How We Research
At Canadian Money Guide, every recommendation and comparison we publish is built on publicly available information. We don't test products ourselves, we don't hold accounts with every bank, and we never claim personal experience with a financial product. Instead, we follow a systematic research process.
Our Research Process
Step 1: Aggregate Official Data
We pull information directly from official sources:
- Rates and fees — from each financial institution's published rate sheets, fee schedules, and product disclosure documents
- Account features — from product pages (chequing features, savings account terms, credit card benefits, mortgage conditions)
- Regulatory filings — from the Financial Consumer Agency of Canada (FCAC), provincial regulators, and the Bank of Canada
Step 2: Cross-Reference Multiple Sources
No single source is definitive. For every claim we make, we cross-reference:
- The institution's own website and terms
- Third-party comparison platforms (Ratehub, NerdWallet Canada)
- Government resources (FCAC comparison tools, OSFI data)
- Independent financial literacy resources (provincial securities commissions)
Step 3: Incorporate User Sentiment
We review publicly available user feedback to identify patterns:
- Reddit communities (r/PersonalFinanceCanada, r/CanadianInvestor)
- Trustpilot and Google Reviews
- Better Business Bureau complaints
- Consumer advocacy group reports
Step 4: Fact-Check Before Publishing
Every article goes through a multi-point verification:
- All quoted rates and fees are checked against the source within 7 days of publication
- Numerical claims (APR, annual fees, minimum balances) are verified against at least two independent sources
- Government statistics and regulatory references link directly to the official source
Step 5: Update Regularly
- Savings account rates and GIC rates: reviewed every 90 days
- Credit card offers: reviewed every 6 months or when a major issuer announces changes
- Mortgage rates: reviewed monthly during Bank of Canada rate decision periods
- Educational guides: reviewed annually
- Every page shows its "last updated" date
What We Don't Do
- We don't accept payment to rank one product above another
- We don't write "reviews" based on a single person's experience
- We don't claim a product is "the best" without explaining exactly what criteria we used and for whom it might not be the best choice
- We don't publish information we can't verify from public sources
Our Team
Canadian Money Guide is a research team, not a single author. Our content is produced by researchers who specialise in aggregating and comparing Canadian financial products using public data. We don't have a public face — our work speaks for itself through transparent sourcing and clear methodology.
Why This Process Matters
Financial products in Canada change constantly. Banks adjust rates, regulators update rules, and new products launch. Without a systematic research process, comparisons become outdated within weeks. Our five-step process — aggregate, cross-reference, verify sentiment, fact-check, and update on a schedule — ensures every recommendation reflects current reality, not last quarter's rates.
We don't promise we're never wrong — rates change, and sometimes a provider updates their terms between our review cycles. What we do promise is transparency: every page shows its last-updated date, every rate claim cites its source, and if you find an error, we correct it within 48 hours.
Our Editorial Independence
Canadian Money Guide is an independent research publication. We are not owned by any bank, credit union, or financial services company. Our revenue comes from affiliate commissions (fully disclosed on every commercial page) and we maintain a strict separation between our research process and our business relationships.
No affiliate partner sees our content before publication. No partner has input into our rankings or recommendations. And we never accept payment to rank one product above another — our methodology applies equally whether a product pays a commission or not.
Have a question about our research process? Contact us.
Found an error? Let us know — we'll verify and correct it within 48 hours.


* REQUIRED ACTION: The records that follow are to be transcribed in full, without their images.

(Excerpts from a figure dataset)
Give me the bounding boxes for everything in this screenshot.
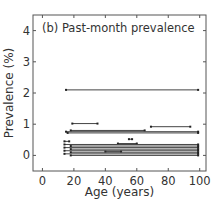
y-axis-label: Prevalence (%) xyxy=(2,48,16,138)
segment-endpoint-marker xyxy=(70,151,72,153)
y-tick-label: 3 xyxy=(23,55,30,69)
segment-endpoint-marker xyxy=(197,89,199,91)
segment-endpoint-marker xyxy=(67,132,69,134)
segment-endpoint-marker xyxy=(70,148,72,150)
segment-endpoint-marker xyxy=(63,150,65,152)
segment-endpoint-marker xyxy=(128,138,130,140)
segment-endpoint-marker xyxy=(144,129,146,131)
segment-endpoint-marker xyxy=(197,154,199,156)
y-tick-label: 4 xyxy=(23,24,30,38)
segment-endpoint-marker xyxy=(71,123,73,125)
y-tick-label: 0 xyxy=(23,148,30,162)
segment-endpoint-marker xyxy=(96,123,98,125)
chart: 020406080100 01234 (b) Past-month preval… xyxy=(0,0,219,206)
x-axis-label: Age (years) xyxy=(85,185,154,199)
segment-endpoint-marker xyxy=(63,147,65,149)
segment-endpoint-marker xyxy=(63,143,65,145)
x-axis: 020406080100 xyxy=(39,15,211,188)
segment-endpoint-marker xyxy=(70,154,72,156)
segment-endpoint-marker xyxy=(63,140,65,142)
y-axis: 01234 xyxy=(23,24,206,163)
x-tick-label: 80 xyxy=(161,174,176,188)
x-tick-label: 20 xyxy=(67,174,82,188)
segment-endpoint-marker xyxy=(197,132,199,134)
x-tick-label: 100 xyxy=(189,174,211,188)
segment-endpoint-marker xyxy=(65,89,67,91)
segment-endpoint-marker xyxy=(189,126,191,128)
segment-endpoint-marker xyxy=(63,153,65,155)
segment-endpoint-marker xyxy=(70,145,72,147)
segment-endpoint-marker xyxy=(150,126,152,128)
segment-endpoint-marker xyxy=(131,138,133,140)
y-tick-label: 2 xyxy=(23,86,30,100)
chart-title: (b) Past-month prevalence xyxy=(42,21,195,35)
y-tick-label: 1 xyxy=(23,117,30,131)
segment-endpoint-marker xyxy=(68,140,70,142)
plot-area xyxy=(63,89,199,157)
x-tick-label: 0 xyxy=(39,174,46,188)
segment-endpoint-marker xyxy=(70,129,72,131)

* ANSWER BOX:
Give me the bounding boxes for everything in this screenshot.
y-axis-label: Prevalence (%) xyxy=(2,48,16,138)
segment-endpoint-marker xyxy=(70,151,72,153)
y-tick-label: 3 xyxy=(23,55,30,69)
segment-endpoint-marker xyxy=(197,89,199,91)
segment-endpoint-marker xyxy=(67,132,69,134)
segment-endpoint-marker xyxy=(70,148,72,150)
segment-endpoint-marker xyxy=(63,150,65,152)
segment-endpoint-marker xyxy=(128,138,130,140)
segment-endpoint-marker xyxy=(144,129,146,131)
segment-endpoint-marker xyxy=(197,154,199,156)
y-tick-label: 4 xyxy=(23,24,30,38)
segment-endpoint-marker xyxy=(71,123,73,125)
y-tick-label: 0 xyxy=(23,148,30,162)
segment-endpoint-marker xyxy=(96,123,98,125)
chart: 020406080100 01234 (b) Past-month preval… xyxy=(0,0,219,206)
x-axis-label: Age (years) xyxy=(85,185,154,199)
segment-endpoint-marker xyxy=(63,147,65,149)
segment-endpoint-marker xyxy=(63,143,65,145)
x-axis: 020406080100 xyxy=(39,15,211,188)
segment-endpoint-marker xyxy=(70,154,72,156)
segment-endpoint-marker xyxy=(63,140,65,142)
y-axis: 01234 xyxy=(23,24,206,163)
x-tick-label: 80 xyxy=(161,174,176,188)
x-tick-label: 20 xyxy=(67,174,82,188)
segment-endpoint-marker xyxy=(197,132,199,134)
x-tick-label: 100 xyxy=(189,174,211,188)
segment-endpoint-marker xyxy=(65,89,67,91)
segment-endpoint-marker xyxy=(189,126,191,128)
segment-endpoint-marker xyxy=(63,153,65,155)
segment-endpoint-marker xyxy=(70,145,72,147)
segment-endpoint-marker xyxy=(150,126,152,128)
segment-endpoint-marker xyxy=(131,138,133,140)
y-tick-label: 2 xyxy=(23,86,30,100)
chart-title: (b) Past-month prevalence xyxy=(42,21,195,35)
y-tick-label: 1 xyxy=(23,117,30,131)
segment-endpoint-marker xyxy=(68,140,70,142)
plot-area xyxy=(63,89,199,157)
x-tick-label: 0 xyxy=(39,174,46,188)
segment-endpoint-marker xyxy=(70,129,72,131)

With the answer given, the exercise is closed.